Key takeaways. COVID-19 ignited unprecedented collaboration across organizations, industries, academia, and governments and irrefutably demonstrated the value of partnering to deliver new solutions and improved outcomes.

Interesting alliances are expected to arise between healthcare incumbents and technology giants, each bringing distinct strengths to the arrangement. Many of these are based on creating value by combining and analyzing datasets and converting them into interventions that save costs or improve quality and the user experience.

Future of work and talent
Addressing near-term workforce challenges arising from COVID-19—in particular, safeguarding frontline staff’s safety and well-being—while also building future workforce adaptability and resilience will require data-driven, human-centric solutions that allow organizations to move quickly to support evolving employee needs.

Key takeaways. Cloud technologies, remote-work platforms, shared services, and AI can enable organizations to extend remote work arrangements they established during the pandemic well into the future.

Data on how individuals and teams interact and collaborate can help organizations look beyond the traditional organizational chart to strengthen and expand networks and collaborations, nurture new ideas, and help foster a culture of inclusion and belonging.

ACTIONS HEALTHCARE LEADERS SHOULD CONSIDER FOR 2021
How can our organization tune our services to meet consumers’ immediate healthcare needs and goals andsupport their journey to the Future of Health?
The healthcare consumer of the future is arriving faster than anticipated, fueled by the COVID-19 pandemic. Yet every person’s health journey is different. Healthcare organizations should acknowledge this fact and tune their services to elevate each encounter into a personalized health experience.

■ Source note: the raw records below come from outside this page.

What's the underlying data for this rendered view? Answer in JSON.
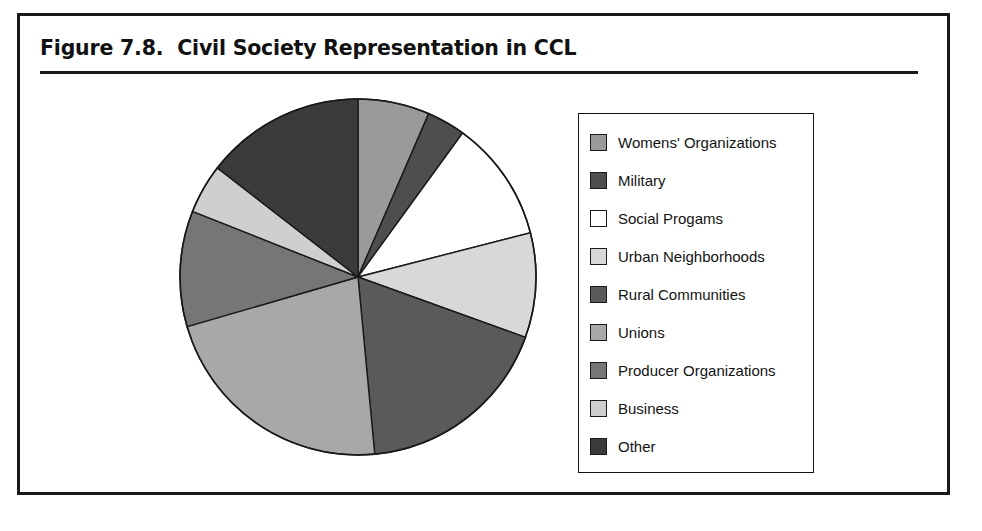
{
  "figure": {
    "title": "Figure 7.8.  Civil Society Representation in CCL"
  },
  "legend": {
    "position": "right",
    "items": [
      {
        "label": "Womens' Organizations",
        "color": "#9a9a9a"
      },
      {
        "label": "Military",
        "color": "#4e4e4e"
      },
      {
        "label": "Social Progams",
        "color": "#ffffff"
      },
      {
        "label": "Urban Neighborhoods",
        "color": "#d8d8d8"
      },
      {
        "label": "Rural Communities",
        "color": "#5a5a5a"
      },
      {
        "label": "Unions",
        "color": "#a8a8a8"
      },
      {
        "label": "Producer Organizations",
        "color": "#767676"
      },
      {
        "label": "Business",
        "color": "#cfcfcf"
      },
      {
        "label": "Other",
        "color": "#3b3b3b"
      }
    ]
  },
  "chart_data": {
    "type": "pie",
    "title": "Figure 7.8.  Civil Society Representation in CCL",
    "xlabel": "",
    "ylabel": "",
    "start_angle_deg": 0,
    "direction": "clockwise",
    "legend_position": "right",
    "grid": false,
    "categories": [
      "Womens' Organizations",
      "Military",
      "Social Progams",
      "Urban Neighborhoods",
      "Rural Communities",
      "Unions",
      "Producer Organizations",
      "Business",
      "Other"
    ],
    "values": [
      6.5,
      3.5,
      11.0,
      9.5,
      18.0,
      22.0,
      10.5,
      4.5,
      14.5
    ],
    "unit": "percent",
    "colors": [
      "#9a9a9a",
      "#4e4e4e",
      "#ffffff",
      "#d8d8d8",
      "#5a5a5a",
      "#a8a8a8",
      "#767676",
      "#cfcfcf",
      "#3b3b3b"
    ]
  },
  "caption": {
    "cutoff_text": ""
  }
}
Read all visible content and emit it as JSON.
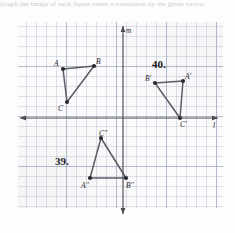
{
  "header": {
    "instruction_text": "Graph the image of each figure under a translation by the given vector."
  },
  "figure": {
    "axes": {
      "x_label": "l",
      "y_label": "m"
    },
    "problems": [
      {
        "number_label": "39."
      },
      {
        "number_label": "40."
      }
    ],
    "shapes": [
      {
        "name": "triangle-abc",
        "vertices": [
          {
            "label": "A",
            "x": 63,
            "y": 69
          },
          {
            "label": "B",
            "x": 94,
            "y": 66
          },
          {
            "label": "C",
            "x": 67,
            "y": 102
          }
        ]
      },
      {
        "name": "triangle-a-prime-b-prime-c-prime",
        "vertices": [
          {
            "label": "B'",
            "x": 155,
            "y": 83
          },
          {
            "label": "A'",
            "x": 183,
            "y": 81
          },
          {
            "label": "C'",
            "x": 180,
            "y": 118
          }
        ]
      },
      {
        "name": "triangle-a-dprime-b-dprime-c-dprime",
        "vertices": [
          {
            "label": "C''",
            "x": 101,
            "y": 138
          },
          {
            "label": "A''",
            "x": 90,
            "y": 178
          },
          {
            "label": "B''",
            "x": 126,
            "y": 178
          }
        ]
      }
    ]
  },
  "colors": {
    "grid_minor": "#96a0b9",
    "grid_major": "#8c98b4",
    "axis": "#4a4a52",
    "segment": "#5b5b63",
    "vertex": "#2a2a30",
    "text": "#25252b"
  }
}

How can pandemic-related disruptions inform and guide our care model innovation efforts?
The global healthcare sector’s problems of escalating demand, budget pressures, and caregiver shortages existed long before COVID-19. However, the current crisis has disrupted both the nature and the timeline of industry transformation. As organizations rethink the types of services provided and the locations where they are performed, they must also rethink the current parameters of care delivery models and be ready to transform at the enterprise level not just optimize select pieces of the ecosystem within existing constructs.

What actions can help our organization accelerate digital transformation and enable radically interoperable data?
Digital transformation can help individual healthcare organizations and the wider public and private health ecosystem improve ways of working, expand access to services, and deliver a more effective patient and clinician experience.

How can we better address the socioeconomic, mental well-being, and behavioral health issues that impact health access and equity?
Today’s socioeconomic, mental, and behavioral health crises have made it clear that players across the healthcare landscape—including but not limited to both private and public insurers, care providers, employers, and government policymakers—need to innovate to better serve the whole-health needs of people across the world.

Global healthcare sector stakeholders are likely to face considerable challenges in 2021; first and foremost, ramping up production and coordinating the distribution of COVID-19 vaccines. Yet, even as they join forces against the pandemic’s immediate crises, organizations also need to understand, analyze, and respond to the trends that are propelling them toward the future of health. For 2021, these include consumers and the human experience, care model innovation, digital transformation and interoperable data, socioeconomic shifts, collaboration, and the future of work and talent.

The article is based on 2021 Global Health Care Outlook by Deloitte.